Nowadays, he could probably have sued for wrongful imprisonment; the officers involved would have been disciplined, the Police Complaints’ Authority involved, questions asked in Parliament, with the media becoming self-righteous and the civil rights lobby having a field day.
‘An intelligent man is one who knows. The more intelligent man knows what he knows. But the most intelligent man understands what he doesn’t know.’
If, in court, the accused was able to show he had a perfect alibi for a murder wrongly attributed to the series, the prosecution case would be considerably weakened.
He had only ever handcuffed two people in his life: ‘I believe in saying “You’re nicked. You are going down the nick and you will come down with me.” I’ve always treated people, whatever they’ve done, as human beings and as well as I could possibly treat them.’
During the second week the registration number PHE 355G appeared on the printout sent up from Hendon. When cross-checked with the Swansea computer, it was confirmed it belonged to a red Ford Corsair owned by a Peter William Sutcliffe of 6 Garden Lane, Heaton, Bradford. He was scheduled for another interview – his third.
The Fleet Street tabloids began a campaign to call in Scotland Yard. An editorial in the Sun urged the force to swallow their pride: ‘The fact is that they seem no nearer capturing this monster than they were four years ago.’ It brought a glib response from a senior detective: ‘They haven’t caught their own Ripper yet, what makes them think they can catch ours?’

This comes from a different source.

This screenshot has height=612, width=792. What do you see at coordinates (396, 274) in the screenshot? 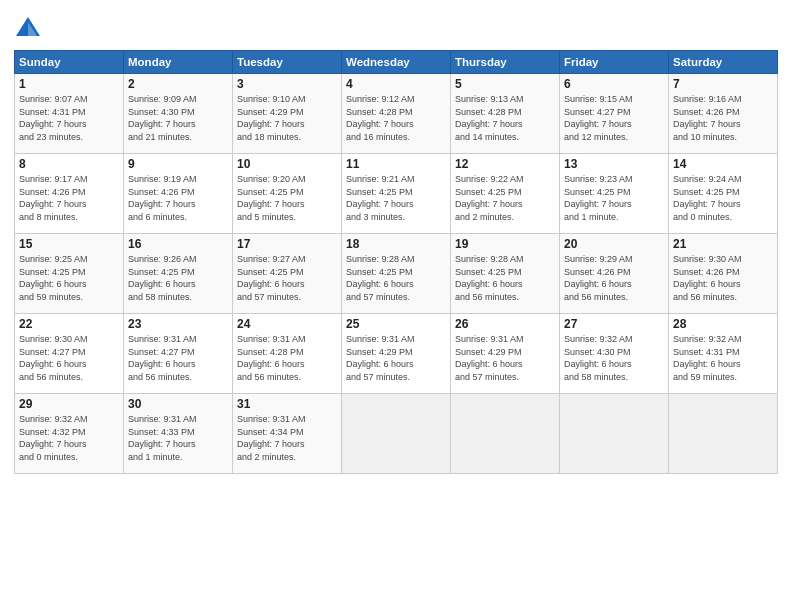
I see `calendar-week-row: 15Sunrise: 9:25 AM Sunset: 4:25 PM Dayli…` at bounding box center [396, 274].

Even more tragically, among the eighteen ‘phantoms’ only Sutcliffe had featured as a ‘triple-area sighting’, a cross-area sighting, and as someone who had a vehicle that featured in the ‘tracking’ inquiry.
“Once is happenstance. Twice is coincidence. The third time is enemy action.”
He had set up static observation points at night throughout the West Yorkshire force area. Sutcliffe, in his Rover 3.5, drove fast and erratically past one of these observation points in Grosvenor Road, Manningham, at about 11.30 p.m. on 26 June 1980. Thinking the vehicle might be stolen, the two uniformed constables in an unmarked police car gave chase, with speeds reaching 80 m.p.h. They didn’t stop the driver until they reached 6 Garden Lane and found the Rover parked in the driveway.
A warning that women should not go out alone at night was seen as a police curfew, shifting responsibility for the killings on to the victims away from the Ripper himself – or from the police who had pathetically failed to catch him.
That same evening Mrs Doreen Hill, the heartbroken mother of the murdered student, bravely went on television and made a desperate appeal that moved the entire nation. With great calm and dignity she pleaded with ‘people everywhere’ to help find the killer. ‘I want to ask everyone, not just in Leeds or around Leeds, but all over the country to help us find the person who killed my daughter. Please think. Perhaps he lives in your house. He could live in a mansion, in a block of flats, or down the street. He lives somewhere, he works for someone – please think.’
Psychologists have another term for the process whereby people put off making difficult decisions when they receive information which challenges passionately held beliefs: cognitive dissonance.
‘We stress the need to record and document all decisions taken.’